2A-4 (Time: 14:45 - 15:10)
TitleECO-system: Embracing the Change in Placement
Author*Jarrod Roy, Igor Markov (University of Michigan, United States)
Pagepp. 147 - 152
KeywordPlacement, ECO, Physical Synthesis
AbstractIn a realistic design flow, circuit and system optimizations must interact with physical aspects of the design. For example, improvements in timing and power may require replacing large modules with variants that have different power/delay trade-off, shape and connectivity. New logic may be added late in the design flow, subject to interconnect optimization. To support such flexibility in design flows we develop a robust system for performing Engineering Change Orders (ECOs). In contrast with existing stand-alone tools that offer poor interfaces to the design flow and cannot handle a full range of modern VLSI layouts, our ECO-system reliably handles fixed objects and movable macros in instances with widely varying amounts of whitespace. It detects geometric regions and sections of the netlist that require modification and applies an adequate amount of change in each case. Given a reasonable initial placement, it applies minimal changes, but is capable of re-placing large regions to handle pathological cases. ECO-system can be used in the range from high-level synthesis, to physical synthesis and detail placement.

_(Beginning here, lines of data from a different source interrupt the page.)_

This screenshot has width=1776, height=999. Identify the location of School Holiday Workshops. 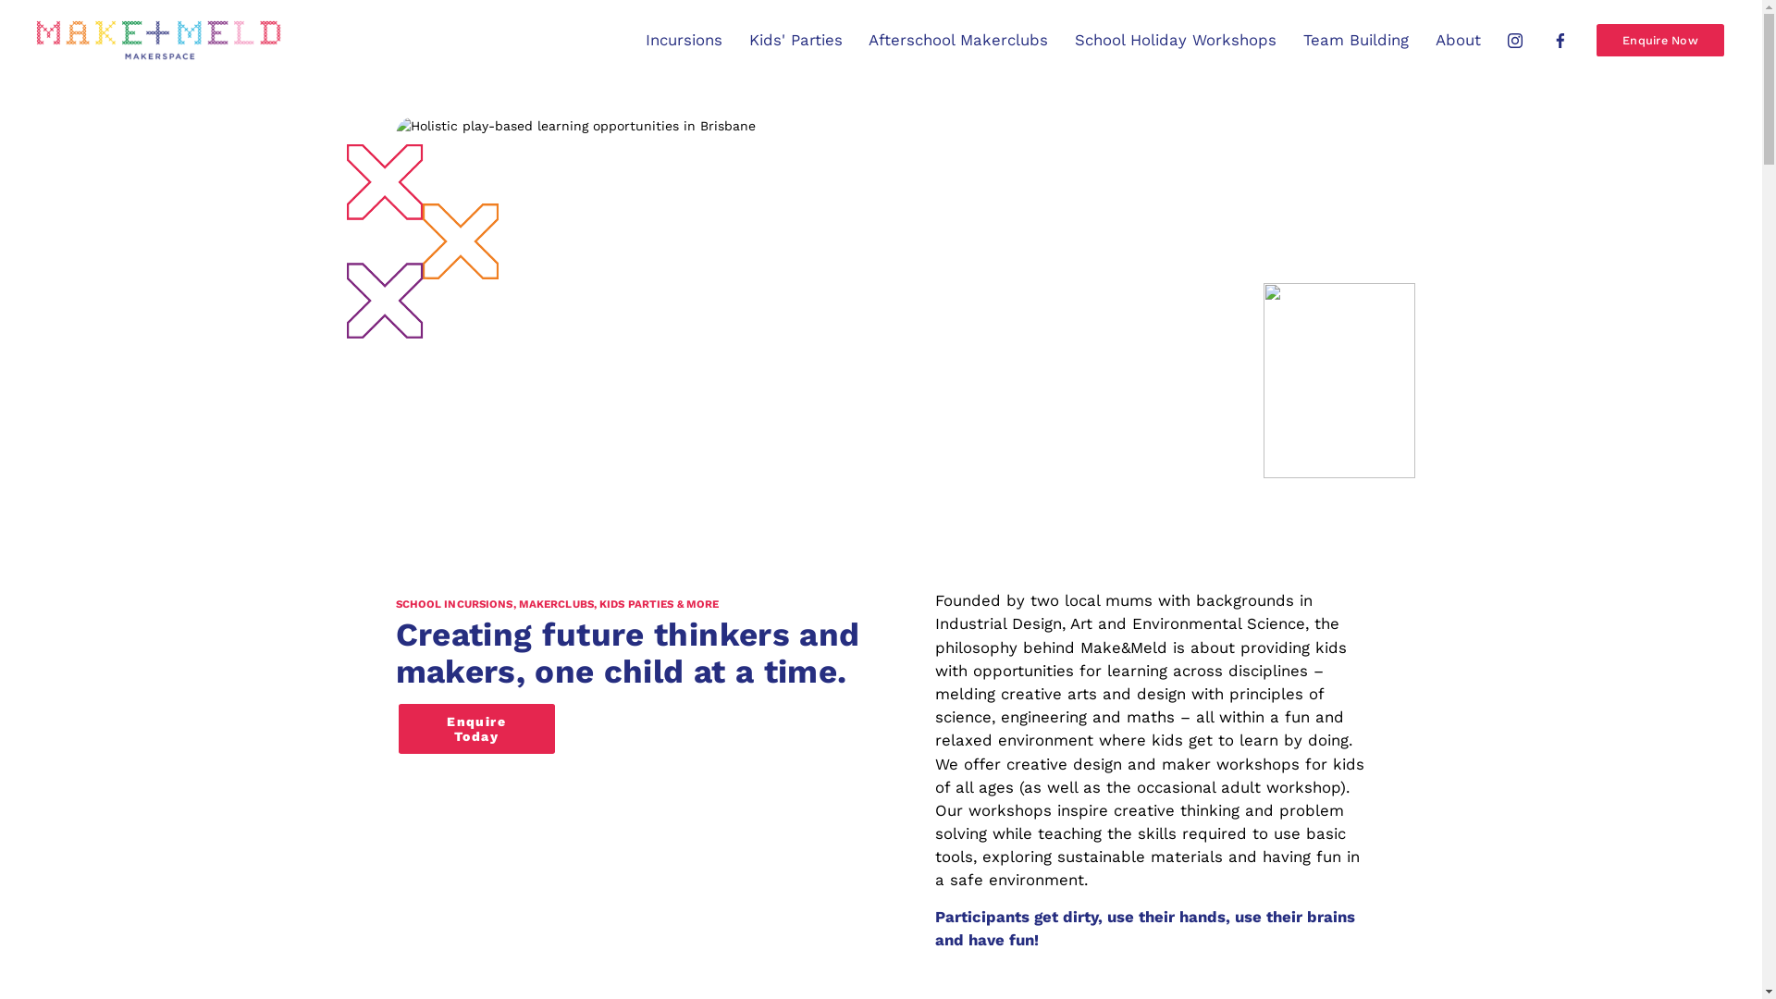
(1176, 41).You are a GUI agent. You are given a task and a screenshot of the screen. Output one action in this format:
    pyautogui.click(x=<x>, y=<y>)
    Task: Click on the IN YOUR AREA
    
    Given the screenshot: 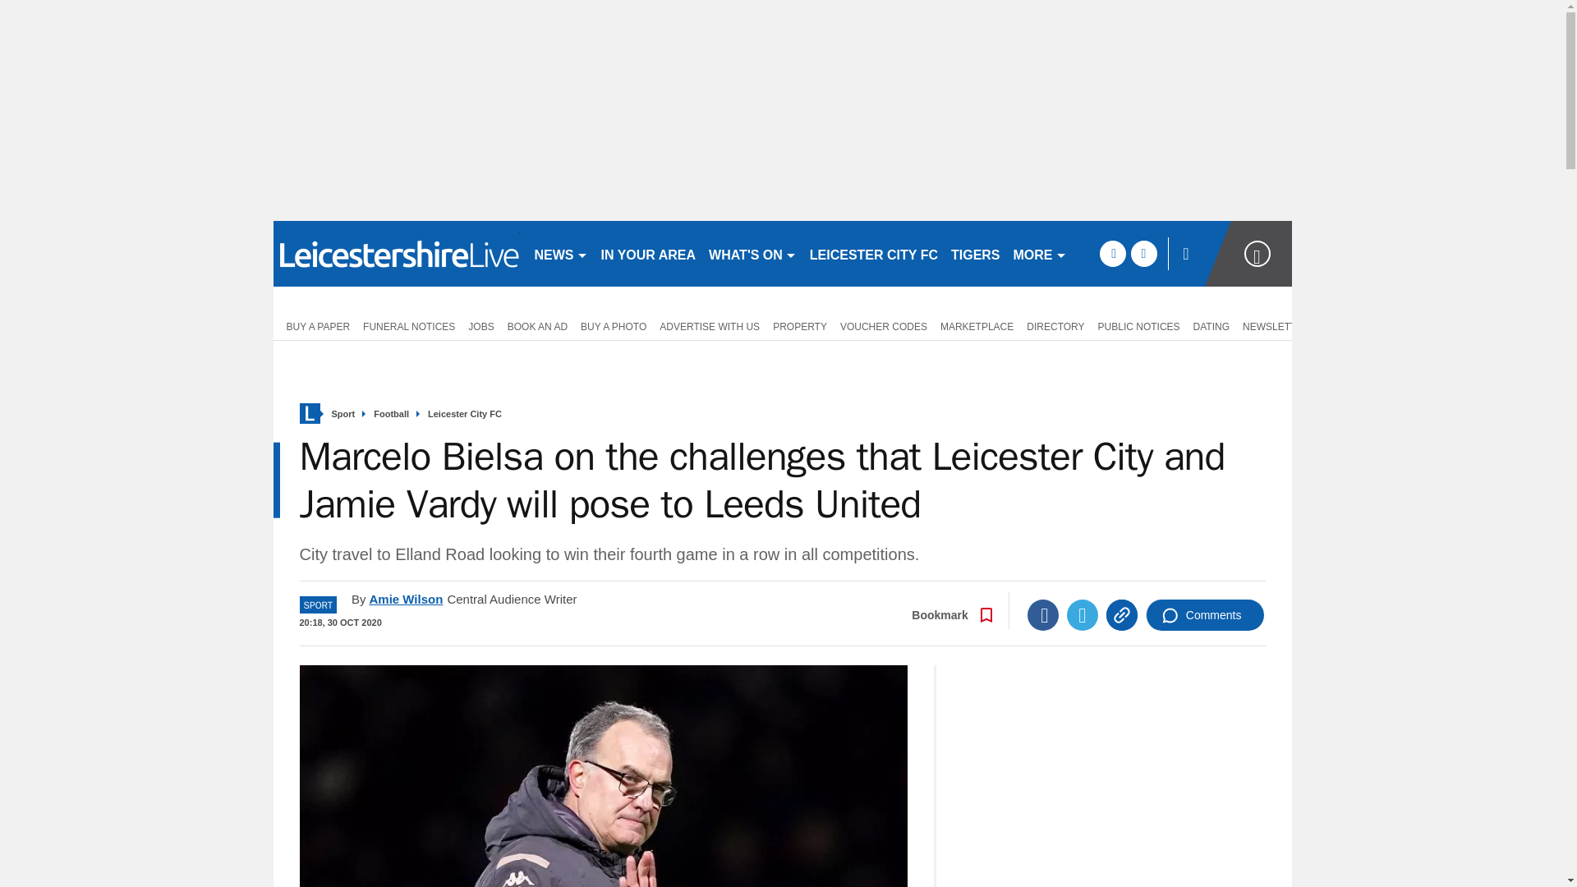 What is the action you would take?
    pyautogui.click(x=649, y=253)
    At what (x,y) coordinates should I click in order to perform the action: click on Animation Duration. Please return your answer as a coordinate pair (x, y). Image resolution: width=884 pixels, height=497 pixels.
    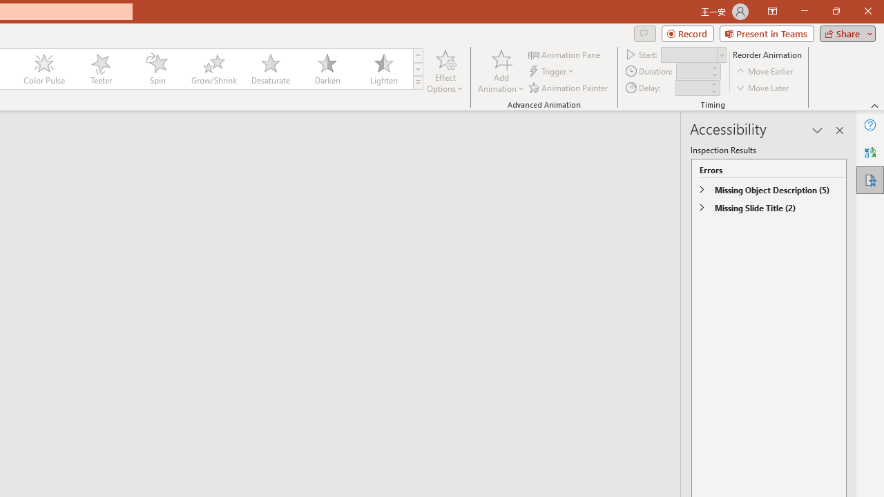
    Looking at the image, I should click on (693, 72).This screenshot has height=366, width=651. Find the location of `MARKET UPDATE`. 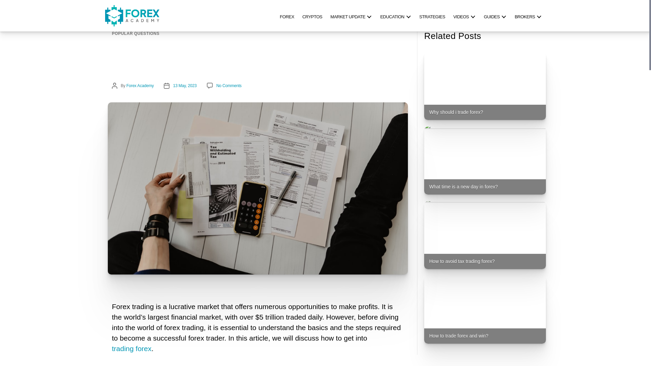

MARKET UPDATE is located at coordinates (351, 16).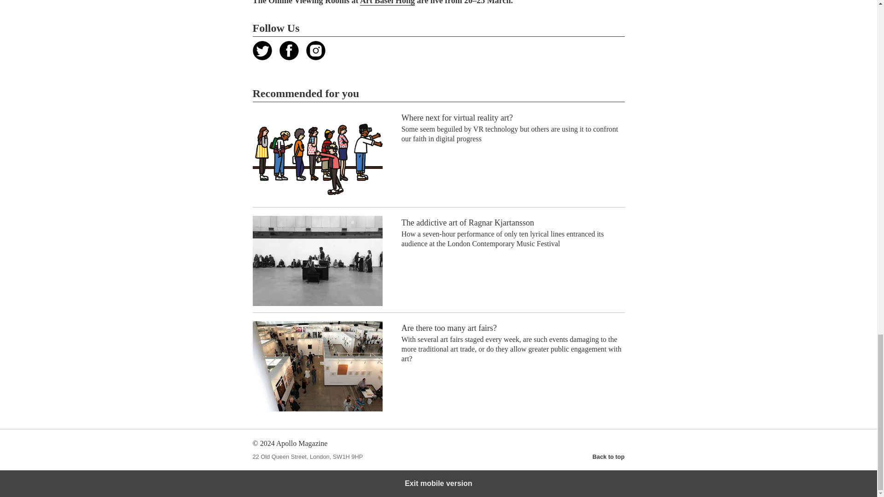  What do you see at coordinates (387, 3) in the screenshot?
I see `Art Basel Hong` at bounding box center [387, 3].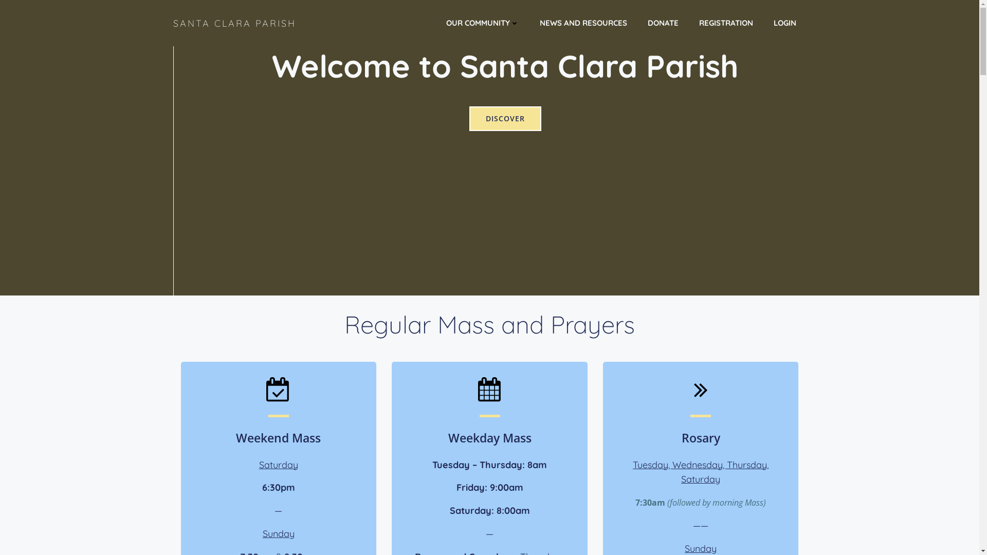  Describe the element at coordinates (583, 24) in the screenshot. I see `NEWS AND RESOURCES` at that location.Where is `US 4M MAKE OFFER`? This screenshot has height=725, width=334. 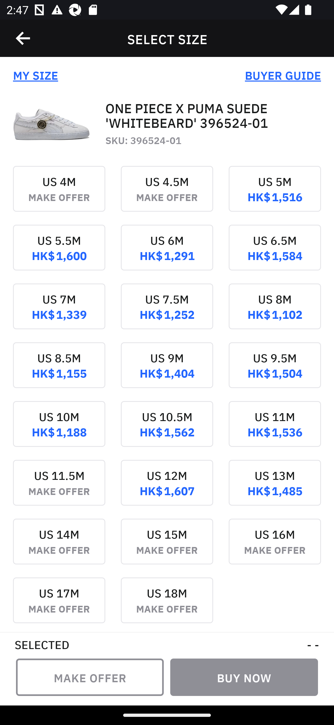
US 4M MAKE OFFER is located at coordinates (59, 195).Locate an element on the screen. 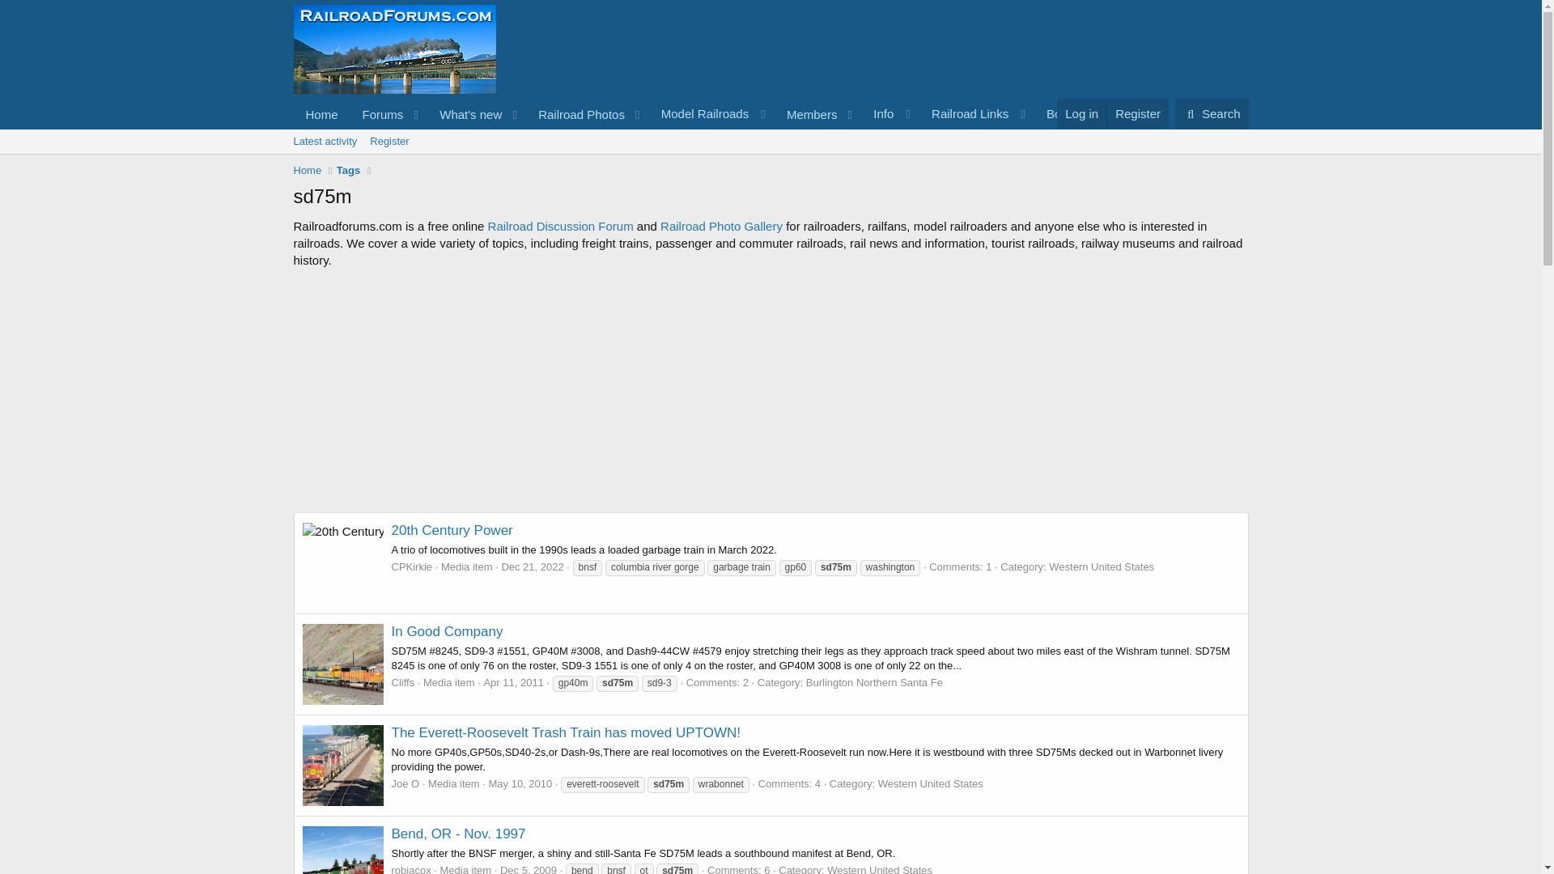 The image size is (1554, 874). Dec 5, 2009 at 5:21 PM is located at coordinates (576, 114). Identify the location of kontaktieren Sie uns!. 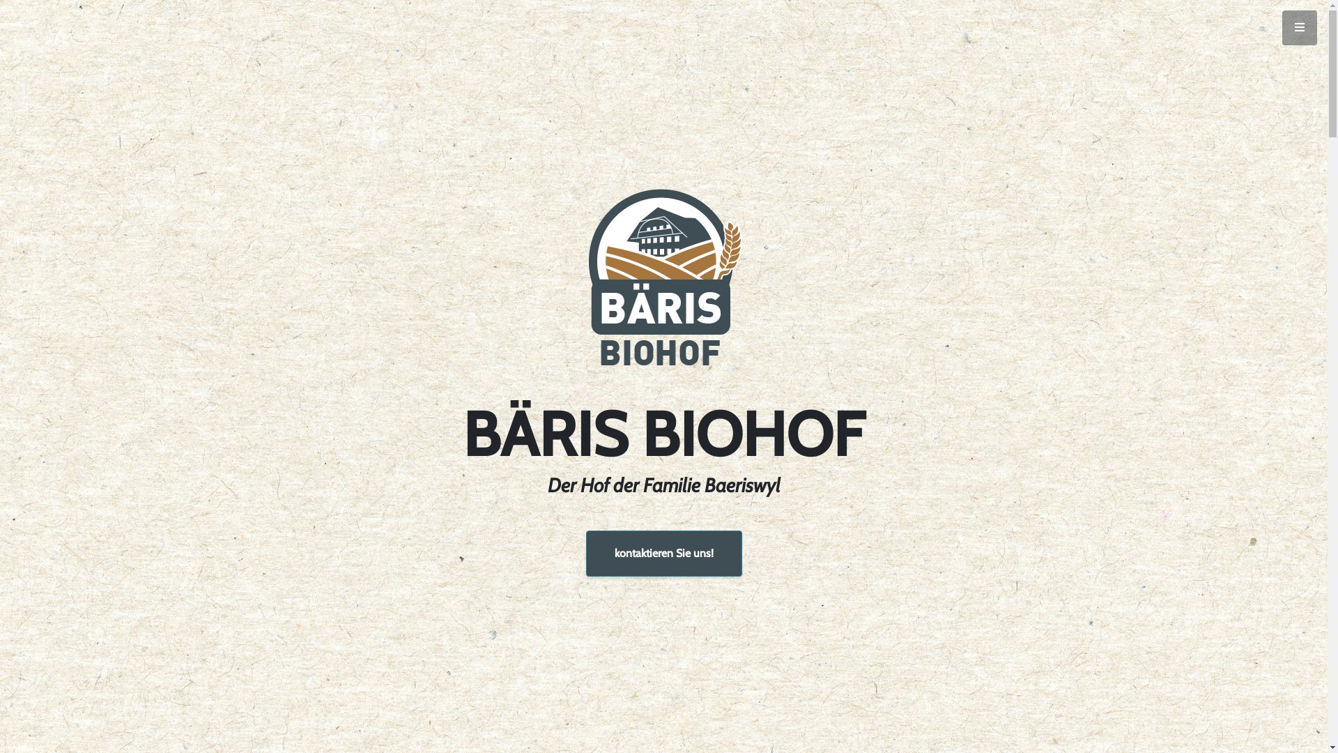
(664, 554).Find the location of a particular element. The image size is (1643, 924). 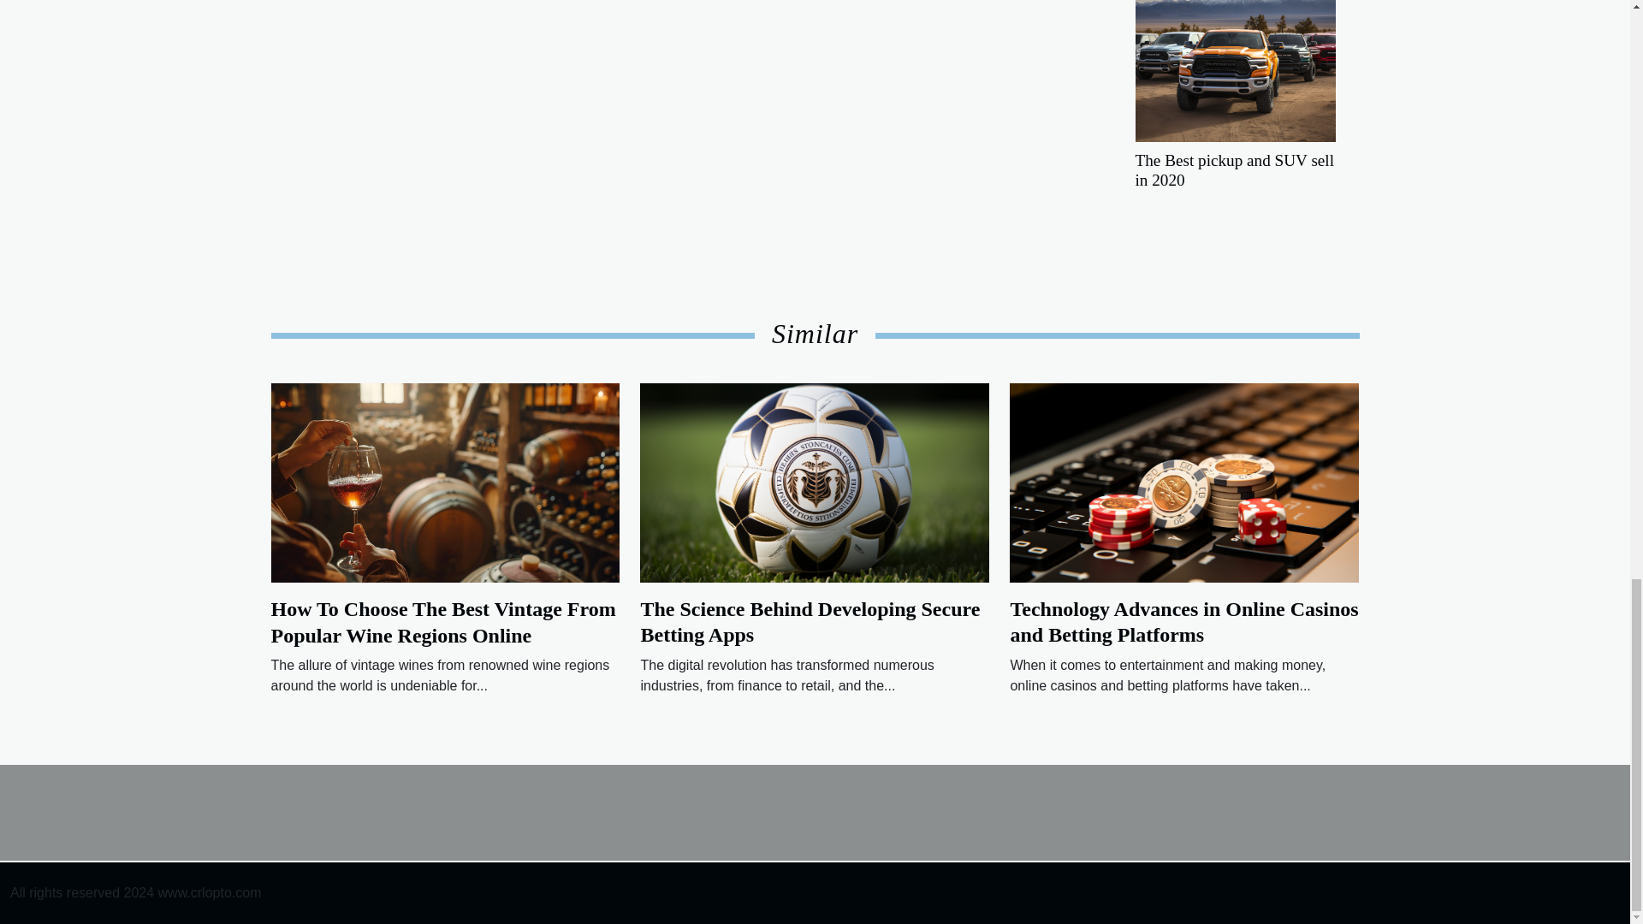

2A-5 (Time: 15:10 - 15:35)
TitleBisection Based Placement for the X Architecture
Author*Satoshi Ono (SUNY Binghamton CSD, United States), Sameer Tilak (Supercomputer Center, United States), Patrick H. Madden (SUNY Binghamton CSD, United States)
Pagepp. 153 - 158
Keywordplacement, x architecture
AbstractRising interconnect delay and power consumption have motivated the investigation of alternative integrated circuit routing architectures. In particular, the X Architecture, which features preferred routing in diagonal directions, has gained a measure of industry support, and has even been validated at 65nm. While there has been extensive study of Manhattan design methods, there are markedly fewer published results for non-Manhattan design. To help fill this gap, we study a patented placement method for the X Architecture; to our knowledge, there have been no prior published results for the method. Surprisingly, we find that the patented method in fact performs worse than traditional Manhattan methods -- for both Manhattan and X routing metrics. We also present a theoretic formulation which explains why solution quality is degraded. Many groups in industry are evaluating the merits of non-Manhattan routing architectures. By providing concrete experimental results, we hope to improve the accuracy of these evaluations.